CVs & Applications
Cover Letters for Tech Jobs: When They Matter and How to Write One
"Do I still need a cover letter?" is one of the most common questions in tech hiring. The honest answer: sometimes — and when you do, a good one moves the needle.
When a cover letter matters
Write one when:
- The application explicitly asks for it (skipping it signals low effort).
- You are changing country or industry and need to explain the move.
- You are a stretch candidate and want to frame gaps as strengths.
- It is a smaller company where a human reads every application.
When you can skip it
For high-volume applications at large companies with a pure ATS funnel, a cover letter often goes unread. Spend that time tailoring your CV instead.
How to write one that helps
A good tech cover letter is short — three or four paragraphs:
- Hook: why this specific role and company, in one genuine sentence.
- Proof: one or two concrete achievements that map to what they need.
- Fit: why you, now — including relocation context if relevant.
- Close: a confident, brief sign-off.
Avoid restating your CV. Avoid generic flattery. Specificity is everything — a letter that could be sent to any company will help you at none.
Tailor it, or automate it
Like CVs, cover letters work best when tailored to the role. HuntCampaign generates a cover letter matched to each specific job in one click, using the details of the posting and your profile — so you get the benefit without the hour of writing. Pair it with a strong CV using our tech CV guide.

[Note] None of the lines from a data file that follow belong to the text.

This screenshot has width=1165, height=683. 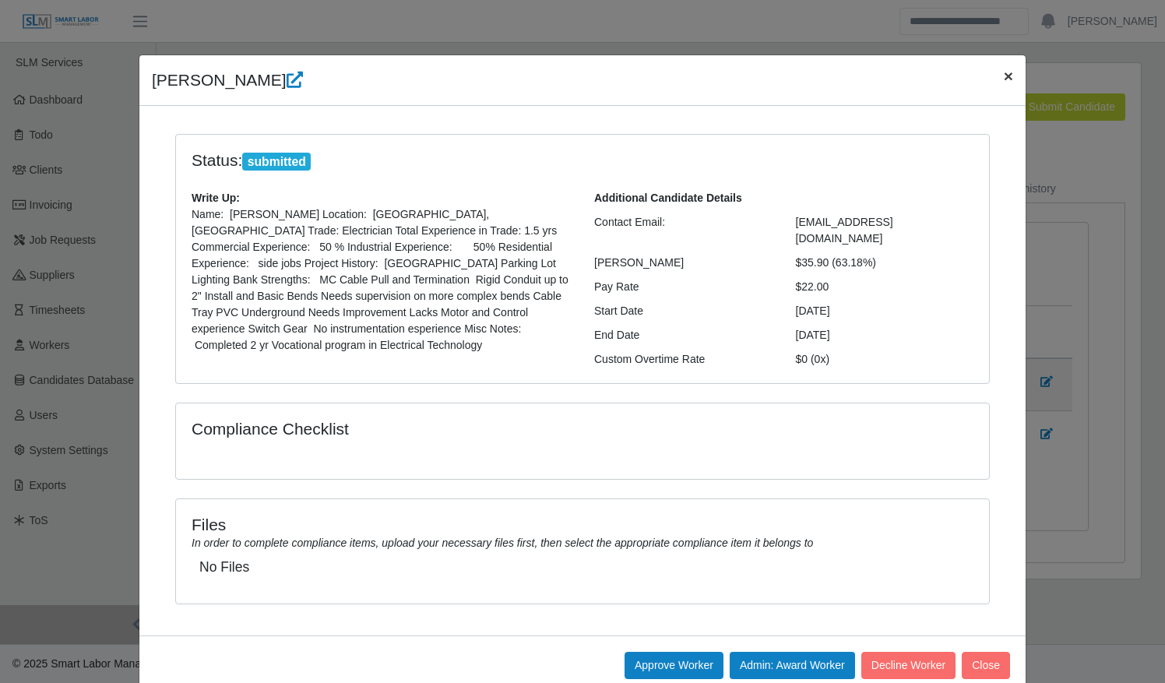 I want to click on div: End Date, so click(x=683, y=335).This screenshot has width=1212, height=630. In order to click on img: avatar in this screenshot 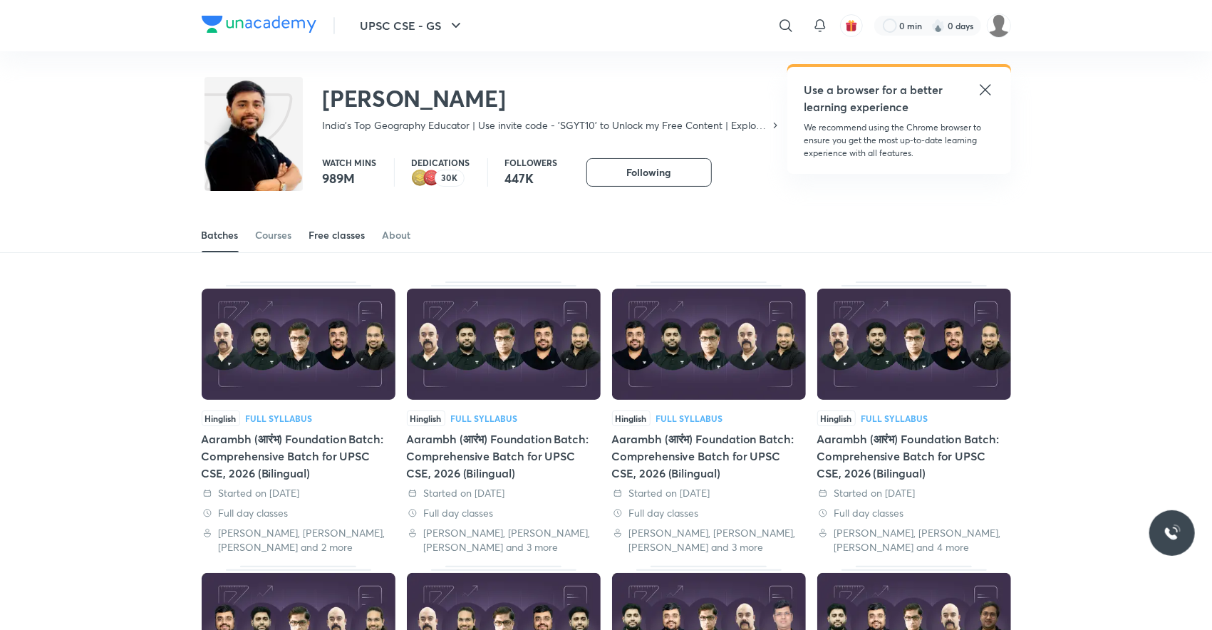, I will do `click(852, 26)`.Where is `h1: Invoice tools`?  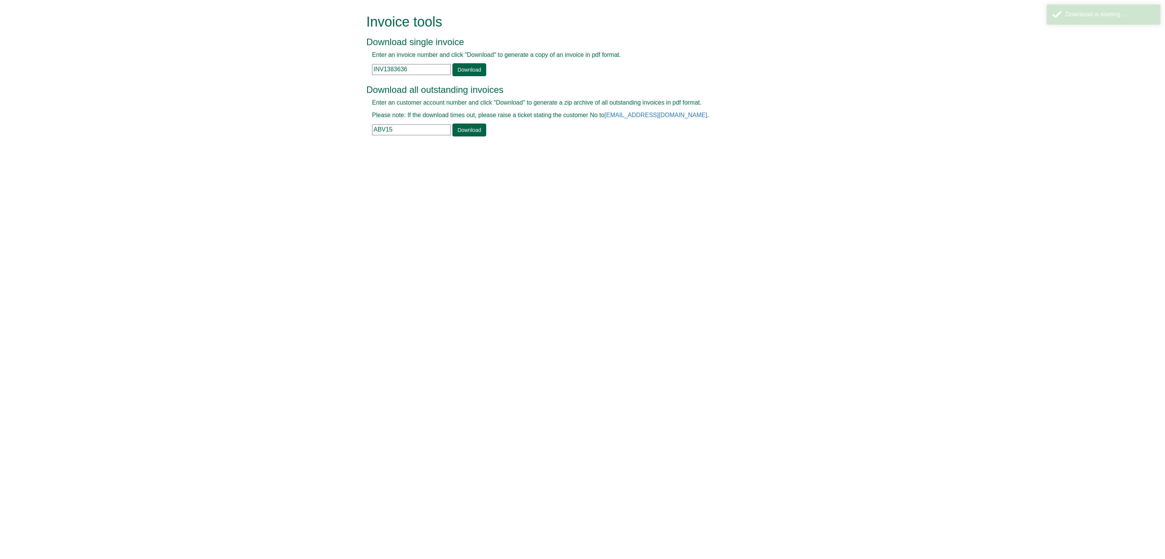 h1: Invoice tools is located at coordinates (574, 22).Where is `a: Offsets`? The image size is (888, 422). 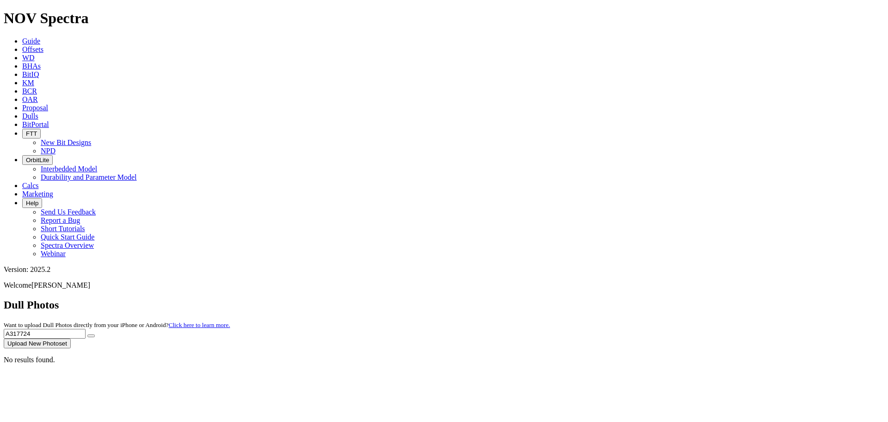 a: Offsets is located at coordinates (33, 49). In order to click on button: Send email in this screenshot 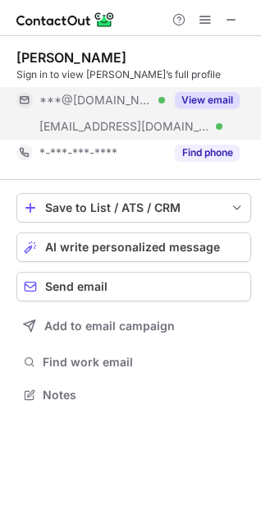, I will do `click(134, 287)`.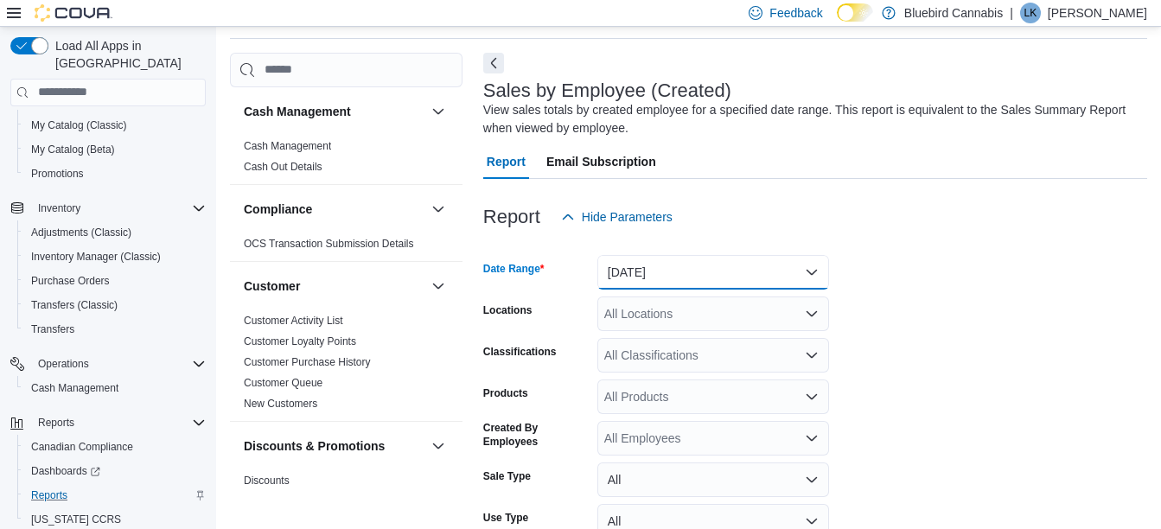 This screenshot has width=1161, height=529. Describe the element at coordinates (811, 119) in the screenshot. I see `div: View sales totals by created employee for a specified date range. This report is equivalent to th...` at that location. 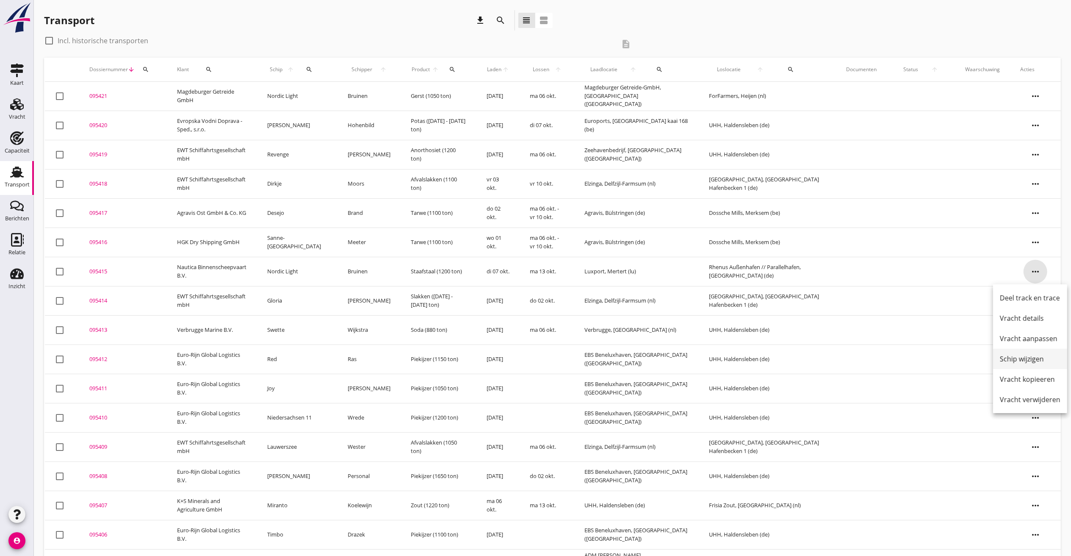 I want to click on td: Joy, so click(x=297, y=388).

Start free and generate a tailored cover letter for any role.
Frequently asked
Do tech companies actually read cover letters?
It varies. Smaller companies and specific applications often do; large-volume ATS funnels frequently do not. When in doubt, write a short, tailored one.
How long should a cover letter be?
Short — three or four tight paragraphs on a single page. Recruiters reward brevity and specificity.